The slander against liberalism is not only that it is formal and procedural, but also that it is, in its character, soulless. This is not a new indictment. Mill turned from Bentham to Coleridge to assuage precisely such an anxiety, and showed by example that the pursuit of political liberty is one of the very conditions of the cultivation of the soul. In the twentieth century, when many people in the West found a variety of illiberalisms more seductive than the liberal order in which they lived, writers and thinkers such as Thomas Mann and Lionel Trilling and Isaiah Berlin and Joseph Brodsky insisted upon the compatibility of reason with imagination, of openness with inwardness. There is certainly no more resounding refutation of the authoritarian caricature of liberalism, of the claim that liberalism is inhospitable to affairs of the spirit, than the freedom of religion that is written into all the liberal constitutions. 

The pursuit of political liberty is one of the very conditions of the cultivation of the soul.

What greater compliment can a secular society pay to religion than to call it a right, to establish its freedom to flourish? It may be that some believers are bewildered, and even frightened, by religion’s loss of political privilege, and by the realization that the tolerance extended to their own faith will be enjoyed also by other faiths, so that many certainties will cohabit the same society; but intolerance is a desperate and unacceptable way to express the insecurity of any particular tradition. Believers must not blame their failures upon their freedoms. The emancipation of the state from religion is also the emancipation of religion from the state. In place of the support of the state, religion gains the protection of the state. For the quality of religion in an open society, the religious are accountable only to themselves. 

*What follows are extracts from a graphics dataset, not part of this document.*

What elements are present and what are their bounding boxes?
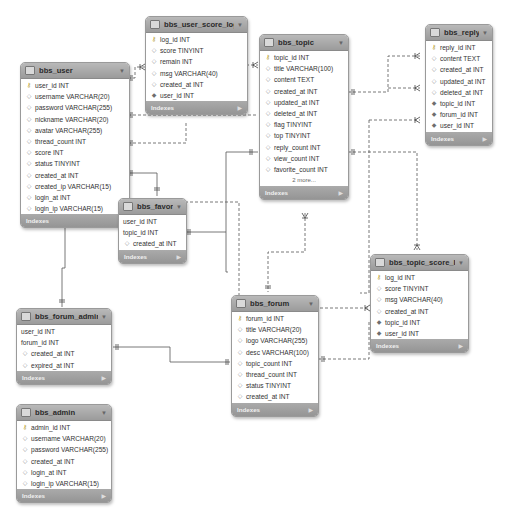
- table-header[interactable]: bbs_forum_admin ▼: [17, 309, 111, 325]
- collapse-chevron-icon[interactable]: ▼: [308, 301, 314, 307]
- expand-arrow-icon[interactable]: ▶: [237, 104, 242, 111]
- column-row[interactable]: ◇top TINYINT: [260, 130, 348, 141]
- column-row[interactable]: ◇created_at INT: [17, 348, 111, 359]
- table-header[interactable]: bbs_topic_score_log ▼: [371, 255, 468, 271]
- column-row[interactable]: ◇password VARCHAR(255): [21, 102, 129, 113]
- indexes-footer[interactable]: Indexes▶: [21, 214, 129, 227]
- column-row[interactable]: ◇created_ip VARCHAR(15): [21, 181, 129, 192]
- column-row[interactable]: ◇status TINYINT: [21, 158, 129, 169]
- indexes-footer[interactable]: Indexes▶: [17, 371, 111, 384]
- column-row[interactable]: ◆topic_id INT: [371, 317, 468, 328]
- column-row[interactable]: user_id INT: [17, 326, 111, 337]
- column-row[interactable]: ◇created_at INT: [260, 86, 348, 97]
- column-row[interactable]: ◆topic_id INT: [426, 98, 492, 109]
- column-row[interactable]: ◇created_at INT: [21, 170, 129, 181]
- table-header[interactable]: bbs_user_score_log ▼: [146, 17, 247, 33]
- column-row[interactable]: ◇view_count INT: [260, 153, 348, 164]
- table-header[interactable]: bbs_user ▼: [21, 63, 129, 79]
- table-bbs-user-score-log[interactable]: bbs_user_score_log ▼ ⚷log_id INT ◇score …: [145, 16, 248, 115]
- column-row[interactable]: user_id INT: [119, 216, 186, 227]
- column-row[interactable]: ◇created_at INT: [146, 79, 247, 90]
- column-row[interactable]: ◇login_ip VARCHAR(15): [21, 203, 129, 214]
- table-bbs-favorite[interactable]: bbs_favorite ▼ user_id INT topic_id INT …: [118, 198, 187, 264]
- column-row[interactable]: ◇expired_at INT: [17, 360, 111, 371]
- column-row[interactable]: ◇thread_count INT: [21, 136, 129, 147]
- indexes-footer[interactable]: Indexes▶: [371, 339, 468, 352]
- column-row[interactable]: ◇thread_count INT: [232, 369, 318, 380]
- column-row[interactable]: ◇score TINYINT: [371, 283, 468, 294]
- table-bbs-forum[interactable]: bbs_forum ▼ ⚷forum_id INT ◇title VARCHAR…: [231, 295, 319, 417]
- column-row[interactable]: ◇login_ip VARCHAR(15): [17, 478, 111, 489]
- column-row[interactable]: ⚷topic_id INT: [260, 52, 348, 63]
- column-row[interactable]: ◇created_at INT: [371, 306, 468, 317]
- table-bbs-topic-score-log[interactable]: bbs_topic_score_log ▼ ⚷log_id INT ◇score…: [370, 254, 469, 353]
- indexes-footer[interactable]: Indexes▶: [426, 132, 492, 145]
- indexes-footer[interactable]: Indexes▶: [260, 186, 348, 199]
- collapse-chevron-icon[interactable]: ▼: [101, 314, 107, 320]
- indexes-footer[interactable]: Indexes▶: [232, 403, 318, 416]
- column-row[interactable]: ◇deleted_at INT: [426, 87, 492, 98]
- column-row[interactable]: ◇remain INT: [146, 56, 247, 67]
- table-bbs-topic[interactable]: bbs_topic ▼ ⚷topic_id INT ◇title VARCHAR…: [259, 34, 349, 200]
- expand-arrow-icon[interactable]: ▶: [308, 406, 313, 413]
- column-row[interactable]: forum_id INT: [17, 337, 111, 348]
- column-row[interactable]: topic_id INT: [119, 227, 186, 238]
- column-row[interactable]: ◇updated_at INT: [426, 76, 492, 87]
- column-row[interactable]: ⚷log_id INT: [371, 272, 468, 283]
- column-row[interactable]: ◇score TINYINT: [146, 45, 247, 56]
- expand-arrow-icon[interactable]: ▶: [482, 135, 487, 142]
- column-row[interactable]: ◆user_id INT: [426, 120, 492, 131]
- column-row[interactable]: ◆user_id INT: [371, 328, 468, 339]
- expand-arrow-icon[interactable]: ▶: [338, 189, 343, 196]
- collapse-chevron-icon[interactable]: ▼: [101, 410, 107, 416]
- indexes-footer[interactable]: Indexes▶: [146, 101, 247, 114]
- column-row[interactable]: ◇deleted_at INT: [260, 108, 348, 119]
- column-row[interactable]: ◇created_at INT: [17, 456, 111, 467]
- column-row[interactable]: ◇content TEXT: [426, 53, 492, 64]
- column-row[interactable]: ◇created_at INT: [232, 391, 318, 402]
- expand-arrow-icon[interactable]: ▶: [176, 253, 181, 260]
- collapse-chevron-icon[interactable]: ▼: [338, 40, 344, 46]
- table-header[interactable]: bbs_reply ▼: [426, 25, 492, 41]
- table-header[interactable]: bbs_forum ▼: [232, 296, 318, 312]
- column-row[interactable]: ◇content TEXT: [260, 74, 348, 85]
- column-row[interactable]: ⚷log_id INT: [146, 34, 247, 45]
- collapse-chevron-icon[interactable]: ▼: [119, 68, 125, 74]
- column-row[interactable]: ◇score INT: [21, 147, 129, 158]
- column-row[interactable]: ◇username VARCHAR(20): [17, 433, 111, 444]
- column-row[interactable]: ◇favorite_count INT: [260, 164, 348, 175]
- collapse-chevron-icon[interactable]: ▼: [458, 260, 464, 266]
- collapse-chevron-icon[interactable]: ▼: [237, 22, 243, 28]
- column-row[interactable]: ◆user_id INT: [146, 90, 247, 101]
- column-row[interactable]: ◇desc VARCHAR(100): [232, 347, 318, 358]
- column-row[interactable]: ◇reply_count INT: [260, 142, 348, 153]
- column-row[interactable]: ⚷forum_id INT: [232, 313, 318, 324]
- table-header[interactable]: bbs_favorite ▼: [119, 199, 186, 215]
- table-header[interactable]: bbs_topic ▼: [260, 35, 348, 51]
- column-row[interactable]: ◇msg VARCHAR(40): [146, 68, 247, 79]
- column-row[interactable]: ◇topic_count INT: [232, 358, 318, 369]
- column-row[interactable]: ⚷admin_id INT: [17, 422, 111, 433]
- table-bbs-reply[interactable]: bbs_reply ▼ ⚷reply_id INT ◇content TEXT …: [425, 24, 493, 146]
- column-row[interactable]: ◇logo VARCHAR(255): [232, 335, 318, 346]
- column-row[interactable]: ◇created_at INT: [426, 64, 492, 75]
- column-row[interactable]: ⚷user_id INT: [21, 80, 129, 91]
- column-row[interactable]: ◇avatar VARCHAR(255): [21, 125, 129, 136]
- table-bbs-forum-admin[interactable]: bbs_forum_admin ▼ user_id INT forum_id I…: [16, 308, 112, 385]
- table-bbs-admin[interactable]: bbs_admin ▼ ⚷admin_id INT ◇username VARC…: [16, 404, 112, 503]
- column-row[interactable]: ◇title VARCHAR(20): [232, 324, 318, 335]
- table-header[interactable]: bbs_admin ▼: [17, 405, 111, 421]
- column-row[interactable]: ◇status TINYINT: [232, 380, 318, 391]
- column-row[interactable]: ◇login_at INT: [21, 192, 129, 203]
- indexes-footer[interactable]: Indexes▶: [17, 489, 111, 502]
- column-row[interactable]: ◇password VARCHAR(255): [17, 444, 111, 455]
- column-row[interactable]: ◇updated_at INT: [260, 97, 348, 108]
- column-row[interactable]: ◇created_at INT: [119, 238, 186, 249]
- column-row[interactable]: ◇msg VARCHAR(40): [371, 294, 468, 305]
- column-row[interactable]: ◇username VARCHAR(20): [21, 91, 129, 102]
- column-row[interactable]: ◇login_at INT: [17, 467, 111, 478]
- expand-arrow-icon[interactable]: ▶: [101, 374, 106, 381]
- more-columns-link[interactable]: 2 more...: [260, 175, 348, 186]
- collapse-chevron-icon[interactable]: ▼: [176, 204, 182, 210]
- column-row[interactable]: ◇nickname VARCHAR(20): [21, 114, 129, 125]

Just as liberalism may host theism, it may host atheism. Materialists and spiritualists, skeptics and mystics, economists and poets, all live legitimately in its kingdom. Liberalism, soulless? I know the soul, and I am a liberal. I believe in truth, and I am a liberal. I reject materialism, and I am a liberal. I study metaphysics, and I am a liberal. I insist that science cannot account for the entirety of human experience, and I am a liberal. I despise the tyranny of quantification, and I am a liberal.  I uphold the limits of politics, and I am a liberal. I am loyal to my people, and I am a liberal. I revere tradition, and I am a liberal. I seek rapture, and I am a liberal. These are not contradictions, they are complexities. Whether or not they go together in ideology, they go together in reality, which is never seamless. 

Liberalism’s momentous blunder was to regard itself as inevitable, as the historically ordained climax of a centuries-long campaign for progress, as the last word. We should know better by now—and here too, in America, in the debris of our forty-fifth president. The liberal conception of the person asks too much of the person ever to go uncontested. It chooses not to leave the person as it finds him, embedded in legacies and givens. It is a dis-embedding movement, a challenging ethic of criticism, though not necessarily a destructive one. It demands of ordinary men and women a degree of skill with complexity and a degree of forbearance with human affairs. While it is wary of revolution, it extols change. It proposes to mingle continuity with discontinuity, which has the effect that the people whose lives it betters it also rattles. How could such a philosophy and such a politics not provoke a retort? The catastrophes of modern history—the genocides of fascism and communism—were all such retorts. Liberals should be proud to be known by their enemies. But this we know for sure: there is no rest for us. As we watch in horror as one government after another, one society after another, turns its back on the liberal construction of freedom, we must ready ourselves again for a fight. It will last longer than an election cycle. It may be the work of generations. And in the course of it we may have to introduce a new type in the history of politics, a paradoxical figure: the radical liberal.


Leon Wieseltier is the editor of Liberties and the author of Kaddish (Knopf, 1998).